One study showed that patients accepted for dialysis stacked up this way.....
65 patients per million population UK
98 patients per million population in Canada
212 patients per million population in the US
Source: Delay, Denial and Dilution: The Impact of NHS Rationing on Heart Disease and Cancer
IEA Health and Welfare Unit (London), David G. Green and Laura Casper.
Here's more proof:
In order not to trigger penalty payments, the KBV devised an Emergency Programme which would, in effect, ration drug prescribing for the rest of the year.

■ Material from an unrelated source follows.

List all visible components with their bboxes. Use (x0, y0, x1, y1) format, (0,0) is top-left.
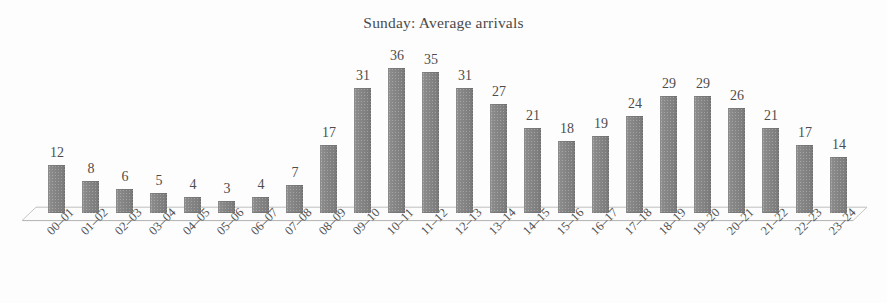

The Emergency Programme proposed five steps:
1. Waiting lists for prescription drugs and other prescription treatments (Heilmittel, which include physiotherapy, acupuncture etc.) except in life threatening or medically essential circumstances
2. Postponement of innovative therapy to the following budget year
3. Radical switching of prescriptions from brand to the cheapest generic
4. Prior authorisation of expensive therapies
5. In the event of budget being exceeded, ‘emergency prescriptions’ to be issued temporarily, for which patients would have to pay out-of pocket and personally claim reimbursement (in Germany, unlike France, patients pay only user charges out of pocket)
Source: Why Ration Healthcare? Page 86
If healthcare costs less in Germany, then why does Germany have to ration?

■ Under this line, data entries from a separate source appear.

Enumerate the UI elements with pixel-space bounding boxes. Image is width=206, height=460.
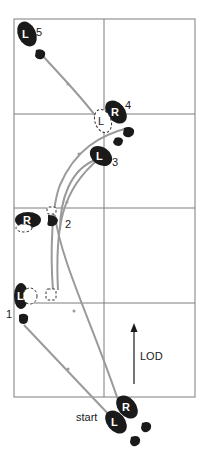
foot-label: L (22, 28, 29, 40)
line-of-dance-indicator: LOD (131, 323, 163, 384)
foot-label: L (111, 416, 118, 428)
floor-grid (14, 19, 195, 397)
dance-step-diagram: L 5 R L 4 L 3 R 2 L 1 LOD (0, 0, 206, 460)
foot-label: R (122, 401, 130, 413)
step-number-5: 5 (36, 26, 42, 38)
foot-label: L (98, 115, 104, 127)
step-number-1: 1 (6, 308, 12, 320)
lod-label: LOD (140, 350, 163, 362)
foot-label: R (23, 214, 31, 226)
foot-label: L (17, 290, 24, 302)
step-number-3: 3 (112, 156, 118, 168)
step-number-4: 4 (125, 99, 131, 111)
foot-label: L (96, 150, 103, 162)
start-label: start (76, 411, 97, 423)
step-number-2: 2 (65, 218, 71, 230)
foot-label: R (111, 106, 119, 118)
footprint-step-5-left: L (13, 18, 45, 59)
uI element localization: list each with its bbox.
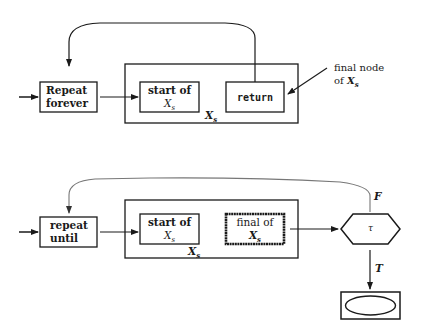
return-label: return (226, 91, 284, 104)
top-start-line1: start of (140, 84, 199, 97)
top-loop-back-arrow (69, 23, 255, 82)
repeat-forever-line1: Repeat (46, 84, 88, 97)
bottom-xs-outer-label: Xs (188, 245, 200, 262)
final-of-xs-label: final of Xs (226, 216, 284, 246)
condition-symbol: τ (341, 222, 400, 235)
annotation-line1: final node (334, 61, 384, 74)
final-node-annotation: final node of Xs (334, 61, 384, 91)
final-of-line1: final of (226, 216, 284, 229)
repeat-until-line1: repeat (50, 219, 88, 232)
top-xs-outer-label: Xs (205, 109, 217, 126)
false-branch-label: F (374, 190, 381, 203)
true-branch-label: T (375, 262, 383, 275)
repeat-forever-label: Repeat forever (46, 84, 88, 110)
final-of-xs: Xs (226, 229, 284, 246)
top-start-xs: Xs (140, 97, 199, 115)
annotation-line2: of Xs (334, 74, 384, 91)
final-node-annotation-arrow (288, 68, 327, 94)
repeat-forever-line2: forever (46, 97, 88, 110)
repeat-until-label: repeat until (50, 219, 88, 245)
flow-diagram-canvas (0, 0, 421, 328)
top-start-label: start of Xs (140, 84, 199, 115)
bottom-false-loop-arrow (69, 178, 370, 213)
bottom-start-line1: start of (140, 216, 199, 229)
repeat-until-line2: until (50, 232, 88, 245)
bottom-diagram (19, 178, 400, 319)
bottom-start-label: start of Xs (140, 216, 199, 247)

Healthcare costs less, but we can't give you the medication you need, because we can't afford to buy it.
yes we spend a lot on healthcare...but we also have the BEST RECORDS of health.........
our outcomes (diagnosis and TREATMENT, and RECOVERY) is some of the BEST in the world
a) we
rank in the top 10 of RECOVERY from cancer
b)American women have a 63 percent chance of living at least five years after a cancer diagnosis, compared to 56 percent for European women.

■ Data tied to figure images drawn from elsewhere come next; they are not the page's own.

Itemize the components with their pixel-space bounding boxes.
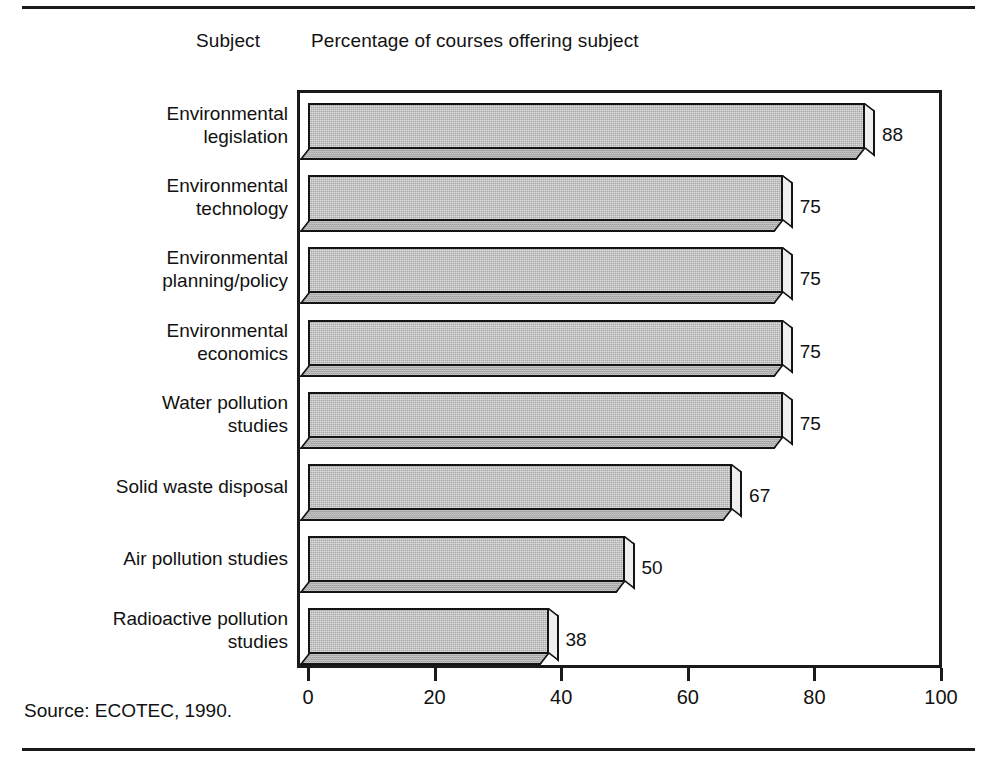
- x-axis-tick: [940, 668, 943, 681]
- bar-bottom-face: [299, 438, 782, 449]
- bar-side-face: [783, 247, 793, 301]
- bar: 75: [308, 392, 783, 438]
- bar: 67: [308, 464, 732, 510]
- bar-side-face: [783, 392, 793, 446]
- bar-value-label: 50: [642, 557, 663, 579]
- x-axis-tick-label: 60: [677, 686, 699, 709]
- source-note: Source: ECOTEC, 1990.: [24, 700, 232, 722]
- bar-side-face: [783, 175, 793, 229]
- bar-side-face: [783, 320, 793, 374]
- bar-value-label: 75: [800, 268, 821, 290]
- bar-face: [308, 247, 783, 293]
- category-label: Water pollution studies: [28, 391, 288, 437]
- x-axis-tick: [434, 668, 437, 681]
- bar-face: [308, 464, 732, 510]
- bar-bottom-face: [299, 293, 782, 304]
- bar-side-face: [549, 608, 559, 662]
- bar-chart: Environmental legislationEnvironmental t…: [0, 0, 988, 769]
- bar-face: [308, 175, 783, 221]
- bar: 38: [308, 608, 549, 654]
- bar-bottom-face: [299, 510, 732, 521]
- x-axis-tick: [687, 668, 690, 681]
- bar-face: [308, 103, 865, 149]
- bar-bottom-face: [299, 149, 865, 160]
- bar-value-label: 75: [800, 413, 821, 435]
- x-axis-tick: [813, 668, 816, 681]
- bar: 75: [308, 320, 783, 366]
- bar-side-face: [732, 464, 742, 518]
- x-axis-tick: [560, 668, 563, 681]
- bar-bottom-face: [299, 221, 782, 232]
- x-axis-tick-label: 80: [803, 686, 825, 709]
- bar-value-label: 38: [566, 629, 587, 651]
- x-axis-tick-label: 0: [302, 686, 313, 709]
- category-label: Environmental planning/policy: [28, 246, 288, 292]
- bar: 88: [308, 103, 865, 149]
- bar-value-label: 75: [800, 196, 821, 218]
- bar: 75: [308, 247, 783, 293]
- bar-bottom-face: [299, 654, 548, 665]
- bar-side-face: [625, 536, 635, 590]
- category-label: Air pollution studies: [28, 547, 288, 570]
- bar-face: [308, 608, 549, 654]
- bar-face: [308, 320, 783, 366]
- bar-face: [308, 536, 625, 582]
- bar-value-label: 67: [749, 485, 770, 507]
- bar-face: [308, 392, 783, 438]
- x-axis-tick: [307, 668, 310, 681]
- x-axis-tick-label: 20: [423, 686, 445, 709]
- x-axis-tick-label: 40: [550, 686, 572, 709]
- category-label: Solid waste disposal: [28, 475, 288, 498]
- x-axis-tick-label: 100: [924, 686, 957, 709]
- bar-value-label: 88: [882, 124, 903, 146]
- category-label: Environmental legislation: [28, 102, 288, 148]
- category-label: Environmental economics: [28, 319, 288, 365]
- category-label: Radioactive pollution studies: [28, 607, 288, 653]
- bar-bottom-face: [299, 366, 782, 377]
- bar-side-face: [865, 103, 875, 157]
- bar: 75: [308, 175, 783, 221]
- bar: 50: [308, 536, 625, 582]
- bar-bottom-face: [299, 582, 624, 593]
- bar-value-label: 75: [800, 341, 821, 363]
- category-label: Environmental technology: [28, 174, 288, 220]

c)American men have a five-year survival rate of 66 percent — compared to only 47 percent for European men.
d)Among European countries, only Sweden has an overall survival rate for men of more than 60 percent.
e)For women, only three European countries (Sweden, Belgium and Switzerland) have an overall survival rate of more than 60 percent.
those(b-e) figures reflect the care available to all Americans, not just those with private health coverage. Great Britain, known for its 50-year-old government-run, universal health care system, fares worse than the European average: British men have a five-year survival rate of only 45 percent; women, only 53 percent.